I hesitated, still. She held me, still. Then she rose, bringing me up with her, and led me to the workshop, my mouth dry as hay.
The clan sparked with life that lenten noon. The smoke from the roundhouse chimneys smelt of rich peat. I took a deep breath and let it settle over me. Rinach, one of the elders who minded the children, shouted from a chair in front of the roundhouse while the children ignored her warnings. They blurred past our knees, and Hadhnri’s giggle echoed theirs as we dodged their tiny ferocities.
Inside the workshop it was dark as a secret and just as quiet. I expected her to come to me then, my cheeks already burning. Instead, she riffled through the shelves and returned with a cut of leather and a cloth.
“Will you wet this for me?” Hadhnri held the cloth out to me as she straddled the bench.
I did. “What will it be?”
Hadhnri frowned in concentration. “A hilt grip. I took the measurements from Father’s sword, but I wanted—It’s for Gunni. I’ll make a sheath as well.”
I joined her on the bench and ran my fingers over the dry leather, taking the measure of flesh with flesh.
“For his aging day?” I asked. Gunni would be an adult soon, a full member of the clan, free to wed, to leave the clan if he wished, though that wasn’t likely. He wanted to be chief of chieftains, like Aradoc-Father. Everyone knew it. A sword meant that Aradoc-Father supported that ambition.
Hadhnri’s aging day would come soon after, and so, I supposed, would mine. The world would not open up to me, though. The Ene would not carry me away, its waters silver as a belly-up fish beneath the sun. Though my fingertips brushed the leather of Gunni’s one-day hilt, it was the collar on my neck I felt. My throat scraped against it. It was possible, yes, that on my aging day, Pedhri Clan Aradoc would offer me a place within the clan. If he deemed me worthy. I doubted he could forget where I came from. I was not sure if I could either. For Hadhnri’s sake, though? Perhaps.
“Yes.” Hadhnri’s eyes dropped to my collar, also, or maybe to my lips.
I sat and traced the shapes that came to my mind, where I would cut for the leather, the proportions for suppleness without slack. I closed my eyes and saw the design that would suit my foster brother. Gunni thought himself a wolf, but he was too kind for that, his smile too easy. I thought of Ha’Blue and her flopping ears, chasing waterfowl or curled by the fire. I thought of the shapes that would flow around her, balancing the movement about the hilt. I took the wet cloth and wiped the leather until it was damp but not soaked. I picked up the dullest awl and held it over the leather.
I turned to Hadhnri. “Do you want me to—?”
Her lips were parted as she watched me, and heart-flush burned my cheeks anew. “Yes. I trust you.”
“If you don’t like it, we can start over.”
“I will like it.”
Shyly, I traced the design in my mind’s eye onto the wet leather, light as I could. I paused to assess my handiwork: in the thin strip, a hound head with a lolling tongue and ready ears. It was small; it had to be, to fit the flat handle. On the other side, the birds and the rabbits.
“Can you tool something that tight?” I asked Hadhnri. She was the true leatherworker. I only had the eye, not the hands. “And the lacing, here?”
She smiled at me, then brushed her fingers over theshallow grooves. I shivered as if she’d run her fingers over my skin.
“If you can see it,” she said, “I can make it.”
I began to trace the rest, my belly warm and my chest full, but Hadhnri spoke again.
“Feinur gave me a lock of hair.” With her elbow on the table, she faced me, sitting astride the bench as she would a horse.
I froze, my tool hovering over the leather. Feinur was the weaver’s apprentice, tall and rangy, with an easy smile and a flop of thick, dark curls that he held back with a leather thong when he worked. I looked to her hands, half expecting to see the snipped curls.
Hadhnri’s fist clenched around nothing.
“Will you give him one back?” The warmth in my belly curdled until I felt queasy.
“Should I?”
She held me with her eyes, asking a question I knew only one answer to.
“We can’t.” I swallowed, my throat thick as mud. “Aradoc-Father. He said that if I touch you—”
“On my aging day, I can go where I please. With whom I please.” Hadhnri paused, biting her lip. Then, her voice rose, hopefully: “Or sooner? After Gunni’s aging day.”
My hand went to my neck. To the leather there, solid and warm. My second layer of skin. “No one in all the clans will remove this. They’ll know me.”
“Clan Fein, then. We will go to your people.”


** Action item **
Search the records for the word "membrane" and copy every line in which it occurs.

[Data entries for graphics]
========================================================================
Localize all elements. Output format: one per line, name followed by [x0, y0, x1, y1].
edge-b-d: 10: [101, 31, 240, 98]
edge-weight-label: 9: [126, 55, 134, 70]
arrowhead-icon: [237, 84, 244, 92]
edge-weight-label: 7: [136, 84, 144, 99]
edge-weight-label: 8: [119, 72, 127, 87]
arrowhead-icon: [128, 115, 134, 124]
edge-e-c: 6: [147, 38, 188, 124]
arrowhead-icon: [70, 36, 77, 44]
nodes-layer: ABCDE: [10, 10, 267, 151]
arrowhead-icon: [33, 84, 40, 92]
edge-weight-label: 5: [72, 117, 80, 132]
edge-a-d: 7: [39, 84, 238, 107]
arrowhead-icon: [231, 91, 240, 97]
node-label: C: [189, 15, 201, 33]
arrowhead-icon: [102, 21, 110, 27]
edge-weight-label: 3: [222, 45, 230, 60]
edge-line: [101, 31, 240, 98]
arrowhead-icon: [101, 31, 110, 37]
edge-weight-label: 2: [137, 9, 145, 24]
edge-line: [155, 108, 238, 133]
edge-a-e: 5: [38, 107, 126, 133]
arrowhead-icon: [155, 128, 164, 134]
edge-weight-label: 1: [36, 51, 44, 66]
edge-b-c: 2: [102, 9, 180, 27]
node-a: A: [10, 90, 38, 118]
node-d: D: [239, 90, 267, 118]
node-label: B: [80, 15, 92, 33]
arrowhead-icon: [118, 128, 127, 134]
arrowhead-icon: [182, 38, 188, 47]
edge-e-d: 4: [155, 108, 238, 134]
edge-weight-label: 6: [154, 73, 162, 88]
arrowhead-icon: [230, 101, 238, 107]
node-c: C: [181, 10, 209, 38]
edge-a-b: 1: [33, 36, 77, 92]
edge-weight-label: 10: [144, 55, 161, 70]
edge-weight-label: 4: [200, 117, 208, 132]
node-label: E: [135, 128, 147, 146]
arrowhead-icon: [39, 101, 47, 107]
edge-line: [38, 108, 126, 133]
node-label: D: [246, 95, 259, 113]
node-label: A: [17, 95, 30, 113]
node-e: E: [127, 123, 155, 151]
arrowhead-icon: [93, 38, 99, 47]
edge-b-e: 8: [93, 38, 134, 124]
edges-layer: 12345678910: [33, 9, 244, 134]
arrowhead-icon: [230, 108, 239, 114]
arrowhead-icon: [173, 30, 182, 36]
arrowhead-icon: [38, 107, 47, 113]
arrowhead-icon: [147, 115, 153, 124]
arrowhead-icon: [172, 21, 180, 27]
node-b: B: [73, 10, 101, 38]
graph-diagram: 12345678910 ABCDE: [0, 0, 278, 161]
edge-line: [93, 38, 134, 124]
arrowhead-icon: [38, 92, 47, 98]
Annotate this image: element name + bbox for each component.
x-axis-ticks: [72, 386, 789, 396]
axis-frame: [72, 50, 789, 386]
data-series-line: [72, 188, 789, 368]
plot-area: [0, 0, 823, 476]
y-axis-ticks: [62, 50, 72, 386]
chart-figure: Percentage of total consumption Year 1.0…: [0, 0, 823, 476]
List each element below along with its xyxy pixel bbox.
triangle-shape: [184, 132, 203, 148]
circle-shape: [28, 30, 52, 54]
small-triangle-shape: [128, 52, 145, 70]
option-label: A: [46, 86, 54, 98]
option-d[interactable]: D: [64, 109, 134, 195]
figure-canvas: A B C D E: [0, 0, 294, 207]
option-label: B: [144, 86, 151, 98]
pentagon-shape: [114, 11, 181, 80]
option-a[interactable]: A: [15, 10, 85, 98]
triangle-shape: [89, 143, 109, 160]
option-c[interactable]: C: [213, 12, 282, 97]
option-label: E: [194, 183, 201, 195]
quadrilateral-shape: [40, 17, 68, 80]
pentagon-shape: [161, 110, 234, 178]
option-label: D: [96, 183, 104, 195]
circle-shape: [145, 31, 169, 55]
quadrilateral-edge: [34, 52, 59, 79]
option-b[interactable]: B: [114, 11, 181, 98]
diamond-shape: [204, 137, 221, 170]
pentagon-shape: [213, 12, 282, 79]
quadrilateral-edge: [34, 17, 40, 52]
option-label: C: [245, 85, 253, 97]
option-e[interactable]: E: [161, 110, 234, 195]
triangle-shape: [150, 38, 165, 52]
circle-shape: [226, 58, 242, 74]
========================================================================
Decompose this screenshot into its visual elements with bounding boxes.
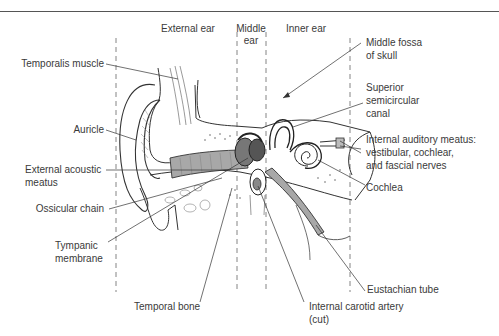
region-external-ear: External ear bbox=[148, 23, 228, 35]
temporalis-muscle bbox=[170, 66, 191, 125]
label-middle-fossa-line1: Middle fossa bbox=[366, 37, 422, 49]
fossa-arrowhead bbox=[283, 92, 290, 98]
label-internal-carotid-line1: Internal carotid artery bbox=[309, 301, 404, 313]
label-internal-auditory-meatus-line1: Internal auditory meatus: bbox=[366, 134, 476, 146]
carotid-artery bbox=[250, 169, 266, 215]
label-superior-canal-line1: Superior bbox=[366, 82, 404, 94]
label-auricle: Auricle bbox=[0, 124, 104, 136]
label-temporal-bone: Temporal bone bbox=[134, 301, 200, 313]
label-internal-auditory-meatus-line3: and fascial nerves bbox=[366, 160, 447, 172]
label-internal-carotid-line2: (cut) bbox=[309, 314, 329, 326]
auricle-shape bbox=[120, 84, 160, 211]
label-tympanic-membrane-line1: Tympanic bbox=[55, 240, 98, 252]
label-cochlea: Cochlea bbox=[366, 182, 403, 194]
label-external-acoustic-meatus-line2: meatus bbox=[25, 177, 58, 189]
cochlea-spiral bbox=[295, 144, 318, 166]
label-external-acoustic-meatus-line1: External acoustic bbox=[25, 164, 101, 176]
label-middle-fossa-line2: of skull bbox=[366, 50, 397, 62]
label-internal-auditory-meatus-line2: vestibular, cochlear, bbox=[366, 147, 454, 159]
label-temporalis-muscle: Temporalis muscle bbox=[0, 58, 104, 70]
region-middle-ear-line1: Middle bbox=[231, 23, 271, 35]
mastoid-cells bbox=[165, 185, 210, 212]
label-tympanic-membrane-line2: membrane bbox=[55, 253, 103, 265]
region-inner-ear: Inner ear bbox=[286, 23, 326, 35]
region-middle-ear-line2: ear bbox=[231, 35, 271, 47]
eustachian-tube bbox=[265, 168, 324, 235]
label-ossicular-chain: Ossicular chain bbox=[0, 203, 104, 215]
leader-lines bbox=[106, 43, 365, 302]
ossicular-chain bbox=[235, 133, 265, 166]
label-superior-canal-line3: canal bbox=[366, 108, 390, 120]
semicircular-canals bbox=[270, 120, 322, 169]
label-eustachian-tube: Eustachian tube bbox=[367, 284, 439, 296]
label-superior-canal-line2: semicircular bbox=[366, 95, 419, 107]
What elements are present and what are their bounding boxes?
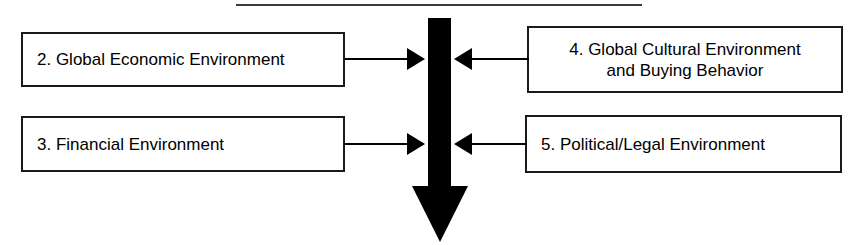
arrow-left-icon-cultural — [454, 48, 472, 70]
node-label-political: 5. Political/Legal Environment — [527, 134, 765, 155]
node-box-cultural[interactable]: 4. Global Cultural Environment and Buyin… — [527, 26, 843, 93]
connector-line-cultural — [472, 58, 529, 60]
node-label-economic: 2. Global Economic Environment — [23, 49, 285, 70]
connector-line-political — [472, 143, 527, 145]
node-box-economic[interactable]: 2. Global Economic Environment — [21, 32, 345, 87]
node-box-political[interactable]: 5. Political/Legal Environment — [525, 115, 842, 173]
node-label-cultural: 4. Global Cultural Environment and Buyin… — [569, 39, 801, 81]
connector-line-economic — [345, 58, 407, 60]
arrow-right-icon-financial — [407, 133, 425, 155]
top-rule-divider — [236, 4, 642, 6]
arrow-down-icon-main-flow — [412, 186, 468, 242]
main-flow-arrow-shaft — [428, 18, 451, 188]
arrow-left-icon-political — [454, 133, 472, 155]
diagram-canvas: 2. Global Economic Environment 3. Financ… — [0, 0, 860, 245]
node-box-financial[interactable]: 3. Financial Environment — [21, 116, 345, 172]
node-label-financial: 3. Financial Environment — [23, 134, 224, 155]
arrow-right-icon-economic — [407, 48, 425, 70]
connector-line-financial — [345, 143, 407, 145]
========================================================================
** Written reply **
label-tympanic-membrane-line1: Tympanic bbox=[55, 240, 98, 252]
label-tympanic-membrane-line2: membrane bbox=[55, 253, 103, 265]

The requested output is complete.